In the Lectionary

January 28, Epiphany 4B (Mark 1:21–28)

All those years in scribe school count for nothing when one rustic with charisma comes along!
 

A billboard on my commute seeks to draw drivers to a big downtown church by promoting three apparently prominent biblical teaching authorities. I recognize only one of them, from his interventions in national politics, but the others look pretty similar: male, graying, in conservative suits. The names and faces are, I imagine, intended to inspire confidence in the seriousness and sobriety of the teaching available at this church. But I confess that when I drive by, my reaction is unfair and uncharitable. None of them, I think to myself, would recognize God if God bit him on the butt.

I have no grounds for this reaction, of course. The same could just as easily be said of me, though my confidence game gear looks different (sober chasubles over an alb that has usually been laundered in the last quarter). For all I know, it would be true. My job is different from theirs, but it’s a job all the same, and it is subject to its own Spirit-stifling routinization.

This is why I have come to take a rather gentler view of the scribes than the gospel accounts give us. Try as I might, I can’t imagine them as a nefarious, consciously self-seeking cohort of bad-faith actors. To the extent that they are analogous to lawyers or Christian clergy, I obviously can’t deny the possibility of true venality—I live in Dallas, after all, America’s longtime capital of religious hucksterism. But I always imagine someone diligently plugging away at a set of texts and duties that he (presumably they were all “he”) had been handed and making the best of it.

So when the synagogue at Capernaum expresses astonishment that Jesus teaches with authority and “not as the scribes,” I feel a certain secondhand humiliation. All those years in scribe school just count for nothing when one rustic with charisma comes along! One need not stretch the text too far to imagine the reaction, just off the page, of those administrators and custodians of the people’s legal and prophetic tradition who are just abandoned in an instant without a thought for credentials, preparation, or any of the normal markers of “one having authority.” From their point of view, this event might have been evidence of the fickleness of the crowd and their desire to be told things that exceed the bounds of the text and tradition. How many diligent, faithful, gray-faced clergy through the ages must have felt that way when a flashy, mysterious newcomer stole their thunder?

If the story ended at verse 22, we would have an interesting question about authority on our hands, one with by no means welcome implications for churches today. In what does the perceived authority of Jesus inhere? He doesn’t come with a diploma or the commendation of a teacher. It’s hard to imagine him in vestments or professional garb, with a learned and competent but aesthetically restrained deck of slides to aid the listener. No billboards or websites trumpet the appearance of this sought-after guest speaker.

Is there something in his delivery? The message itself? I say, and believe, that Jesus appears to us just as we need him to. But to his contemporaries and fellow countrymen, he must have appeared in a very specific guise, some scuffed texture to which the glue of the Spirit could have adhered.

But that’s not where the story ends. The authoritative teaching of Jesus, baffling as it must have been to the scribes, provokes a demon in the crowd. “I know who you are, the Holy One of God,” it says, before Jesus casts it out. Mark’s Gospel famously foregrounds the confessions of the demons; in a way, they speak more truly of Jesus than either his followers or adversaries.

That, however, is an insight for the reader or hearer secondhand. Inside the story, this is not a rhetorical choice but a fascinating demonstration. It is one thing to believe the testimony of the trappings, the demeanor, or the charisma of the teacher. It’s no great shock, after all, when someone willing to be persuaded is, in fact, persuaded. But the testimony of a foe is different.

The assent of demons is too high a bar for most of us to clear in our scribal ministry. But I do wonder how often we encounter the authority of the unlikely confession. Churches today can seem to be more intent on scrambling for the persuadable worshiper, perhaps disengaged or disenchanted with their last church but curious enough to be won over by a new one, than reaching the truly non-believing. That’s what those billboard faces are doing, and that’s what I’m doing, too: being the most plausible scribes we can be. But the most dramatic and authoritative responses are exactly the ones we aren’t looking for. For those, the most well-trained and sensitive scribe can be no more than a medium or bystander for words and power that come from somewhere else entirely. 

Benjamin J. Dueholm

Benjamin J. Dueholm is pastor of Christ Lutheran Church in Dallas, Texas, and author of Sacred Signposts: Words, Water, and Other Acts of Resistance (Eerdmans).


# YOUR OBJECTIVE
Lines holding the string "dark": copy each one from the listing below.

# SUPPLIED MATERIAL
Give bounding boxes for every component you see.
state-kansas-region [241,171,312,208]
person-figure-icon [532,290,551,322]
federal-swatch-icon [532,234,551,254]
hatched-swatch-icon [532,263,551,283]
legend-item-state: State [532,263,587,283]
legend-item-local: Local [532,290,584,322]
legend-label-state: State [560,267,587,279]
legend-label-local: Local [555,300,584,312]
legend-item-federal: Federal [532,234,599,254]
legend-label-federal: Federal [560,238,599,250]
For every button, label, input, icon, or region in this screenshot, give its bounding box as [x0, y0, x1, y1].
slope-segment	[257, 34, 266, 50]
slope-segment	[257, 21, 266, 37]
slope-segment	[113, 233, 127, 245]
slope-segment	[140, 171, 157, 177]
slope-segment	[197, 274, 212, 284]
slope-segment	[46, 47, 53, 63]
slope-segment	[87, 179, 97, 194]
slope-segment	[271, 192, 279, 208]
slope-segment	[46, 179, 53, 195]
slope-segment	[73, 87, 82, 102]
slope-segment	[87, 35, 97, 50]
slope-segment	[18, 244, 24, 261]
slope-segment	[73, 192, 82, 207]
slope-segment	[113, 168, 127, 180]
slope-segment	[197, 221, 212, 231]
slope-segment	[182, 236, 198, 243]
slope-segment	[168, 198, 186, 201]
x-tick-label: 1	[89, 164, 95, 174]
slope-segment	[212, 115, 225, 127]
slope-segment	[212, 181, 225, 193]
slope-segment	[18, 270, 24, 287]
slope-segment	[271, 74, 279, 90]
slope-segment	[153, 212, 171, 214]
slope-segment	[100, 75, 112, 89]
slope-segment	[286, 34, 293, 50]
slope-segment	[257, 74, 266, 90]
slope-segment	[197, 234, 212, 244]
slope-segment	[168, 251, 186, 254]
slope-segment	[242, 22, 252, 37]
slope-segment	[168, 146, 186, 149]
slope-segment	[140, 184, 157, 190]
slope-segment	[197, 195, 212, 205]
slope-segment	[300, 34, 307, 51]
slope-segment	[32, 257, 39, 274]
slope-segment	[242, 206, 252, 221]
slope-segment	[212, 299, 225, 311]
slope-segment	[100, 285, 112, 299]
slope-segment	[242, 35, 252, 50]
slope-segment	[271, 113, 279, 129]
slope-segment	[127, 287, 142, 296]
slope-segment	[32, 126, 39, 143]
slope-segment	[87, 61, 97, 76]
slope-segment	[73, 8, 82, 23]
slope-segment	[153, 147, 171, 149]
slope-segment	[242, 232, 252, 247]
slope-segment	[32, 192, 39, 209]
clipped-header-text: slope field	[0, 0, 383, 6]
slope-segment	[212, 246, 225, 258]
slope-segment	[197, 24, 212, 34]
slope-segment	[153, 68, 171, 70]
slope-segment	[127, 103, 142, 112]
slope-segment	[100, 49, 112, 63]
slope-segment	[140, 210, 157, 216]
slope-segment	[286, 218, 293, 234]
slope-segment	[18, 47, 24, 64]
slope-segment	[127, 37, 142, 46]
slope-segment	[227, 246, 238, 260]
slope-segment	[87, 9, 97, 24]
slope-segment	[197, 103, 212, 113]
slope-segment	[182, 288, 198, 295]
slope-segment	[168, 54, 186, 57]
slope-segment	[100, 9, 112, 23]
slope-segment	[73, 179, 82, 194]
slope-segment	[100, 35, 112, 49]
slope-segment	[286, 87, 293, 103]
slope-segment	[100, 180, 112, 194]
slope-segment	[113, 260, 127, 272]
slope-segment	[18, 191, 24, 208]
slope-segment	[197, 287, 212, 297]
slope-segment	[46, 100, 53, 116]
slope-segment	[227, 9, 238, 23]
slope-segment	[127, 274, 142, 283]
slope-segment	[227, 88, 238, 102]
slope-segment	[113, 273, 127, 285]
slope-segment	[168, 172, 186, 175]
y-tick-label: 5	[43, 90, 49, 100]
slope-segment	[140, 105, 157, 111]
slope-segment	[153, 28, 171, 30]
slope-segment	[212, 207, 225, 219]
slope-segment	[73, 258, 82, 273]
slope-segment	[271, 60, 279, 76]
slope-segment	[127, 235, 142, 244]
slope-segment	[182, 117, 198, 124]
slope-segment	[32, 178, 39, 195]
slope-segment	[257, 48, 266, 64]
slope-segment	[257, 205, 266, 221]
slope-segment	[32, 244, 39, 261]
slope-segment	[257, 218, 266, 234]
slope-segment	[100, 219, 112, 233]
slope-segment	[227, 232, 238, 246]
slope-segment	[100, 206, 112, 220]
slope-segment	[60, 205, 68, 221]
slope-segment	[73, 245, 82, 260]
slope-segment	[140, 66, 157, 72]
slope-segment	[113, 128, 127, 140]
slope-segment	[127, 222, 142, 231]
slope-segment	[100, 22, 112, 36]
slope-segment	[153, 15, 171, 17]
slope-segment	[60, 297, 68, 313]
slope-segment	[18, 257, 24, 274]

* * *

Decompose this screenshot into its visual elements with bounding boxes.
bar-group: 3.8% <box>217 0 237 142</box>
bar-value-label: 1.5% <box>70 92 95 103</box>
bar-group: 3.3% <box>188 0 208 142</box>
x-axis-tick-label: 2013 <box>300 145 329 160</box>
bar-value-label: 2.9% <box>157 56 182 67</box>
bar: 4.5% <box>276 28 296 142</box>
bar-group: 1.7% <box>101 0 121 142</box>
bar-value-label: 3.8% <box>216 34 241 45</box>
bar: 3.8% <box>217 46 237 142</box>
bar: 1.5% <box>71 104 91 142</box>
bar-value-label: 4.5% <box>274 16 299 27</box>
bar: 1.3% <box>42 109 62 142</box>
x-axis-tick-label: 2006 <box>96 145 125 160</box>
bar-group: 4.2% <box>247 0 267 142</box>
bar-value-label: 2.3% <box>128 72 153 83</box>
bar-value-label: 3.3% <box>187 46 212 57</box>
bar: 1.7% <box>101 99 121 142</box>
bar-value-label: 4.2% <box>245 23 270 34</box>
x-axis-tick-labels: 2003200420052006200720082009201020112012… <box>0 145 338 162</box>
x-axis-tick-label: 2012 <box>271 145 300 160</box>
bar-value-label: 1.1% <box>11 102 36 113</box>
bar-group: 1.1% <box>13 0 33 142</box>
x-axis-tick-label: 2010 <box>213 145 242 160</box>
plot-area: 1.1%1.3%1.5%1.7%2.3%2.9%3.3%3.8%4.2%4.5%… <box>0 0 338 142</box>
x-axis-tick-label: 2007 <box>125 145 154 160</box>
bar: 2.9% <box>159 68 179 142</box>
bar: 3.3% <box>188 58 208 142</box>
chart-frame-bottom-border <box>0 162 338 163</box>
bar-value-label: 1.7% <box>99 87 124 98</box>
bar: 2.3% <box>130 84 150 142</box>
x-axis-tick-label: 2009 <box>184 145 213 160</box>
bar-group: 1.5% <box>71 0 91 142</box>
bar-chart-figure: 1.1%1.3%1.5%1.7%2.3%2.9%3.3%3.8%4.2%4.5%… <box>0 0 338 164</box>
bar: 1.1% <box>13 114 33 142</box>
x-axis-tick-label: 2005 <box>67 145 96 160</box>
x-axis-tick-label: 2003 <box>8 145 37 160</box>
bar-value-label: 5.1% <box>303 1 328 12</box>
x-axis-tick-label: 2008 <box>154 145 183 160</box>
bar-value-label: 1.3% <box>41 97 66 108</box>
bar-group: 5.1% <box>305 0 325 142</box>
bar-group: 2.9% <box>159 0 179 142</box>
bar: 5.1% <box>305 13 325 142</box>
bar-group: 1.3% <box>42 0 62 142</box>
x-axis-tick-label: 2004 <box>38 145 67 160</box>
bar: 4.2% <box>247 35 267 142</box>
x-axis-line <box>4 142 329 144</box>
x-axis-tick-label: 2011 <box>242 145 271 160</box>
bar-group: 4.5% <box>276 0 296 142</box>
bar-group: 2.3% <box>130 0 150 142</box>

---

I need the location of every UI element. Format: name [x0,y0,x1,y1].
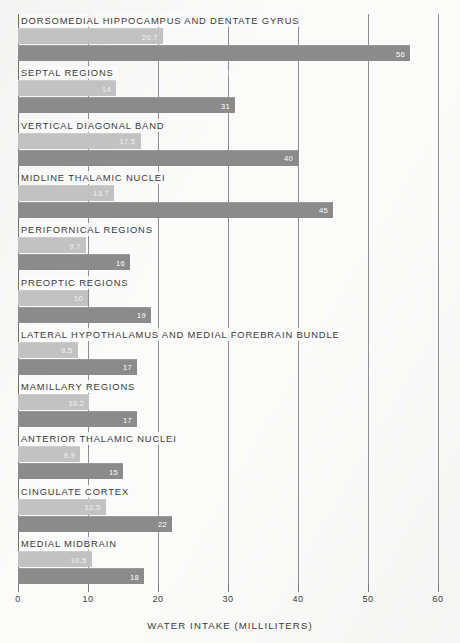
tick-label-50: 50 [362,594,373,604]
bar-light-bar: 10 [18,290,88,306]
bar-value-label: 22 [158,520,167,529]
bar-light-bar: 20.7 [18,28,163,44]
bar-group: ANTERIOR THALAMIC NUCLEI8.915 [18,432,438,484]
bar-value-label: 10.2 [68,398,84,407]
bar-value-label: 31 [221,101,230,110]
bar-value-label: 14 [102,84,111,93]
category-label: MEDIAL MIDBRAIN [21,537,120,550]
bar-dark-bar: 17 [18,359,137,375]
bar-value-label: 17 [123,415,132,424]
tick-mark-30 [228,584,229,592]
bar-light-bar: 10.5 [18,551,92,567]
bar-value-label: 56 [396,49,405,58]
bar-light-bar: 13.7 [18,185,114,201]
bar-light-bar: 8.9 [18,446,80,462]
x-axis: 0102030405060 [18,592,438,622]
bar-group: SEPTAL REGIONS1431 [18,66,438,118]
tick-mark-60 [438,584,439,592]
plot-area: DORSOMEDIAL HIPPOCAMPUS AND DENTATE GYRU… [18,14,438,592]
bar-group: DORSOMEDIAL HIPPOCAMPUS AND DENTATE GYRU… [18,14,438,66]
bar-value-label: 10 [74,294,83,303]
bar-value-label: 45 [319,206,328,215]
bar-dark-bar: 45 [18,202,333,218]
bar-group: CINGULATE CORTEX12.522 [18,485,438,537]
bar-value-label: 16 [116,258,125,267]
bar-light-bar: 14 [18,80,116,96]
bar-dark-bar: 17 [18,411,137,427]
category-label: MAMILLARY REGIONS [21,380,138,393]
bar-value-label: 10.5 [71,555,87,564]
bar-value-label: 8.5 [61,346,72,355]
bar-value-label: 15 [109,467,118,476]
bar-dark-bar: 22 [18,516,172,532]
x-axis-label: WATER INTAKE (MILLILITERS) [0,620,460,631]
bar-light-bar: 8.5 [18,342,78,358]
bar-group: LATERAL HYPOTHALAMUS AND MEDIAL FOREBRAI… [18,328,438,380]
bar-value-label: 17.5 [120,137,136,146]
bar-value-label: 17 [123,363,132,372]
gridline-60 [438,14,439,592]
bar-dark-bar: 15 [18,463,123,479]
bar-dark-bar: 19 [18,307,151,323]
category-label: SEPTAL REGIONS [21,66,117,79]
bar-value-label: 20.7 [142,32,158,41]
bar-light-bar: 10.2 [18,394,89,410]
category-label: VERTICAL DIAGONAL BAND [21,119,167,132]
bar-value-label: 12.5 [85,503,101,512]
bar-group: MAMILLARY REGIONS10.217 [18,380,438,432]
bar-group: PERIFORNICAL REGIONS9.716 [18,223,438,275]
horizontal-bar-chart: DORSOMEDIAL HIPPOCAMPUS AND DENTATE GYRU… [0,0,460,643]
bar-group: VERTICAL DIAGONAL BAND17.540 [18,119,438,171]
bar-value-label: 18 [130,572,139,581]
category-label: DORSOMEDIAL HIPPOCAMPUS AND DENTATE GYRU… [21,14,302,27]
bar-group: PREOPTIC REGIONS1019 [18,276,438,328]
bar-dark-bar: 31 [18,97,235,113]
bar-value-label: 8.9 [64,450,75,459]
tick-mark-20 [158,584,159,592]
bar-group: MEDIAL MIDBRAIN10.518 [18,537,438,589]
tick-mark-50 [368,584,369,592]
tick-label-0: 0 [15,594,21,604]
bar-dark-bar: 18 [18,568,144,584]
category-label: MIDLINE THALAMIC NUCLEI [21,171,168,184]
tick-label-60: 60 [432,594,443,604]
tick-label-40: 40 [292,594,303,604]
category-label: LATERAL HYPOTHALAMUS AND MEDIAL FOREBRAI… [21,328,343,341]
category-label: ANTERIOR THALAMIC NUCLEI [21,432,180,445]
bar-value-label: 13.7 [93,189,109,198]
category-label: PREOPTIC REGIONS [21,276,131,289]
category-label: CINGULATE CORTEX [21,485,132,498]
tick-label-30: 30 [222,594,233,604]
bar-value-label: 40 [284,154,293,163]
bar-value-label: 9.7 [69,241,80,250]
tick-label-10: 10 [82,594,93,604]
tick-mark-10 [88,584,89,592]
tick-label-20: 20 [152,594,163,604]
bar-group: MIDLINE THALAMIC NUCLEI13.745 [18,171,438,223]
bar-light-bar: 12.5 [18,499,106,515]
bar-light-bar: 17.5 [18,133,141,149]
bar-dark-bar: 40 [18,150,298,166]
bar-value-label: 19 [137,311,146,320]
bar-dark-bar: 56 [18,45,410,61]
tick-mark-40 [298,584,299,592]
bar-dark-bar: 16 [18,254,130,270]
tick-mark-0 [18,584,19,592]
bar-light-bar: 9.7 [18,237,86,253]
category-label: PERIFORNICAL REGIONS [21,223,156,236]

# WRITTEN ANSWER
bar-dark-bar: 17 [18,359,137,375]
bar-dark-bar: 45 [18,202,333,218]
bar-dark-bar: 17 [18,411,137,427]
bar-dark-bar: 22 [18,516,172,532]
bar-dark-bar: 15 [18,463,123,479]
bar-dark-bar: 19 [18,307,151,323]
bar-dark-bar: 31 [18,97,235,113]
bar-dark-bar: 18 [18,568,144,584]
bar-dark-bar: 40 [18,150,298,166]
bar-dark-bar: 56 [18,45,410,61]
bar-dark-bar: 16 [18,254,130,270]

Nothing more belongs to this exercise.